To do this, MDOT uses life-cycle planning and asset management techniques to assess infrastructure vulnerabilities and better prepare for current and future risks. MDOT also uses tools the state has developed to evaluate projects based on current and projected risks, including a model that forecasts sea level rise up to 100 years into the future.

One of these tools, the Watershed Resources Registry, analyzes natural resources data from the U.S. Fish and Wildlife Service, the U.S. Environmental Protection Agency, and various state agencies to inform decision-making at the watershed scale. The registry, which Hertz helped develop, supports agencies in evaluating projects for environmental impacts.

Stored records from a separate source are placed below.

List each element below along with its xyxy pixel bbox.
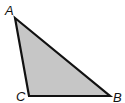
- triangle-diagram: A C B: [0, 0, 125, 103]
- triangle-abc: [15, 18, 110, 96]
- vertex-label-c: C: [16, 89, 26, 103]
- vertex-label-b: B: [113, 90, 122, 103]
- vertex-label-a: A: [4, 3, 14, 18]
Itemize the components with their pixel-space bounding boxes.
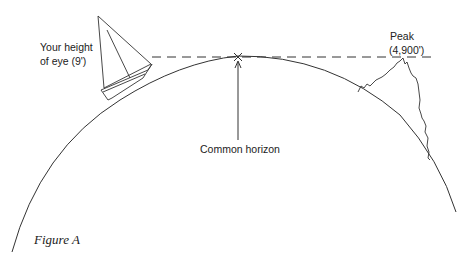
horizon-diagram — [0, 0, 457, 254]
horizon-arrow — [235, 61, 241, 140]
horizon-label: Common horizon — [200, 143, 280, 156]
observer-label-line1: Your height — [40, 41, 93, 54]
peak-label-line2: (4,900') — [389, 44, 424, 57]
peak-label-line1: Peak — [390, 30, 414, 43]
sailboat-icon — [98, 16, 152, 100]
mountain-peak — [358, 58, 430, 160]
observer-label-line2: of eye (9') — [40, 55, 86, 68]
figure-caption: Figure A — [34, 232, 80, 248]
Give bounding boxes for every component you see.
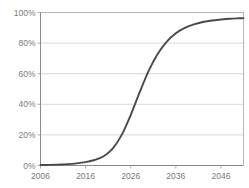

Seven other states—Alaska, Delaware, New Jersey, Pennsylvania, South Carolina, Virginia, and West Virginia—now also have their own registries.

Another resource, the Climate Change Vulnerability App, helps MDOT plan projects and investments holistically by assessing hazard vulnerability and projecting whether a particular stretch of roadway might be affected by future flooding. “We look at various factors when we’re talking about vulnerability, and it’s not just about the structural integrity of our roadways or bridges,” Hertz told the SRPG. “It’s about the dependencies on our transportation system [and] what those transportation systems mean for our customers.”

Hertz’s department regularly employs nature-based solutions to reduce climate impacts, including a program to plant trees in urban areas. This helps reduce flooding by detaining excess rainfall and provides co-benefits such as keeping temperatures cooler, improving air quality, and increasing shade in marginalized and low-income neighborhoods that typically have less foliage. The Maryland Legislature created the program and funded it with transportation dollars.

With the prospect of new federal funds becoming available for infrastructure development, Maryland could serve as a model for other states to follow. For example, one provision in the Infrastructure Investment and Jobs Act, passed by the U.S. House of Representatives last week, would create a new U.S. Department of Transportation program called Promoting Resilient Operations for Transformative, Efficient, and Cost-saving Transportation (PROTECT).

Also at the recent SRPG meeting, Andrew Wishnia, deputy assistant secretary for climate policy at the Transportation Department, emphasized that the PROTECT program would dedicate $8.7 billion in grants to help states and municipalities reduce the vulnerability of transportation assets to natural disasters. Grant recipients could unlock additional funding if their resilience plans are developed and incorporated into long-term statewide or metropolitan transportation plans.

“[W]e’re on the brink of a turning point,” Wishnia said. “We of course have a huge climate crisis, and that extends to resilience … and … adaptation. But it presents such an opportunity.”

The infrastructure bill will define the terms “natural infrastructure” and “resilience,” providing clarity and consistency for state officials tasked to develop flood-ready transportation projects—a legislative first. Without clear definitions, these priorities are hard to capture or measure. As a result, communities could miss opportunities to reap co-benefits of resilient and natural infrastructure. The bill would also expand eligibility for projects to include nature-based components, such as marsh restoration, that can lower flood risks to transportation assets.

Pew’s discussion with Hertz and Wishnia illustrates that even as states face climate threats, leaders are finding innovative ways to address those threats and reduce negative impacts. Maryland is among the states that recognize the need to act to secure a safer—and less costly—future for their citizens.

Mathew Sanders is a senior manager and Sarah Edwards is a senior associate with The Pew Charitable Trusts’ flood-prepared communities project.